On Monday, 7 May 2012 at 19:29:26 UTC, Steven Schveighoffer wrote:
Seriously though, I get what you are saying. Fortunately, we
have a very significant team working on phobos (I think more
than a dozen people have commit rights), so the situation for
"grr... phobos really should do *this*, but I can't get phobos
changed" can be pretty readily resolved. Github and pull
requests have made this incredibly easy. I've looked at some
pull requests that were dead simple, verified it in a matter of
minutes, and click one button to pull it. Even when I have no
experience in the related modules. Brad Roberts (and I think
Daniel Murphy?) have set up an awesome testing system that
automatically verifies pull requests on all the supported
platforms using the latest from git.
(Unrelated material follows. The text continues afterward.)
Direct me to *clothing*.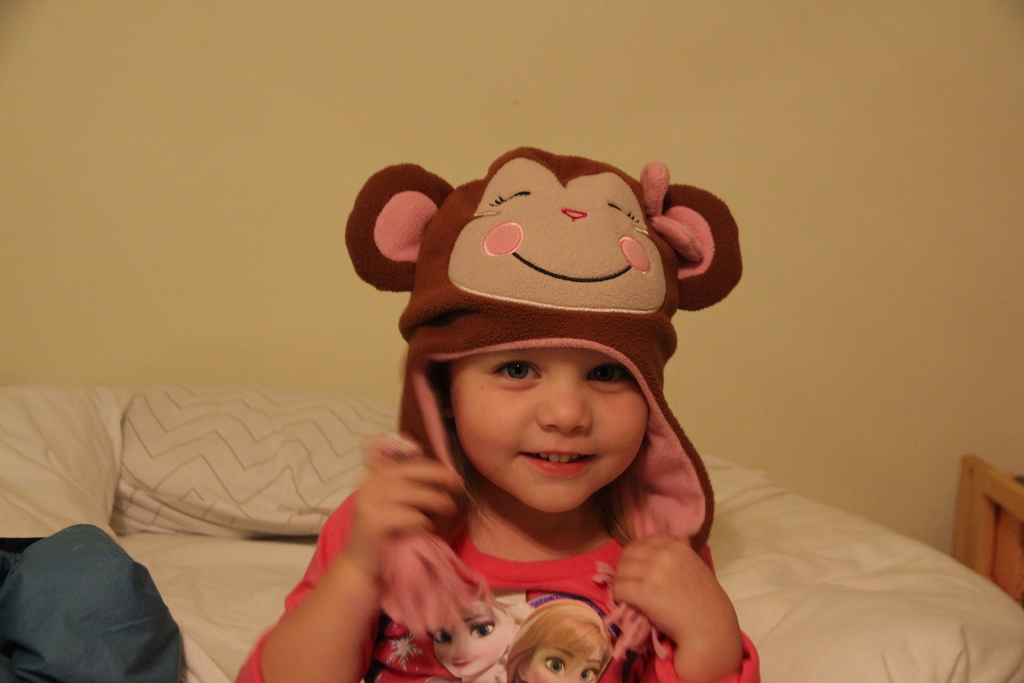
Direction: [left=282, top=415, right=760, bottom=666].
See here:
http://d.puremagic.com/test-results/pulls.ghtml
The chances of your pull request being validated and pulled --
if it makes a good improvement to phobos -- are much much
higher than they used to be.
-Steve
Whoa! that auto-tester is pretty sharp!
I've actually been wondering about this. I recently ran into a
bug in Phobos, quickly tacked that there was an issue for it,
made an easy fix, submitted a pull request and commented on the
bug. All tests in the above page are coming out green, so I guess
I've got that going for it.
https://github.com/D-Programming-Language/phobos/pull/557
Is there some additional communication channel I need to notify
for someone to have a look at it and at least comment on any
errors/mistakes? Or am I pretty much stuck to wait for whoever is
in charge of that module to run into it?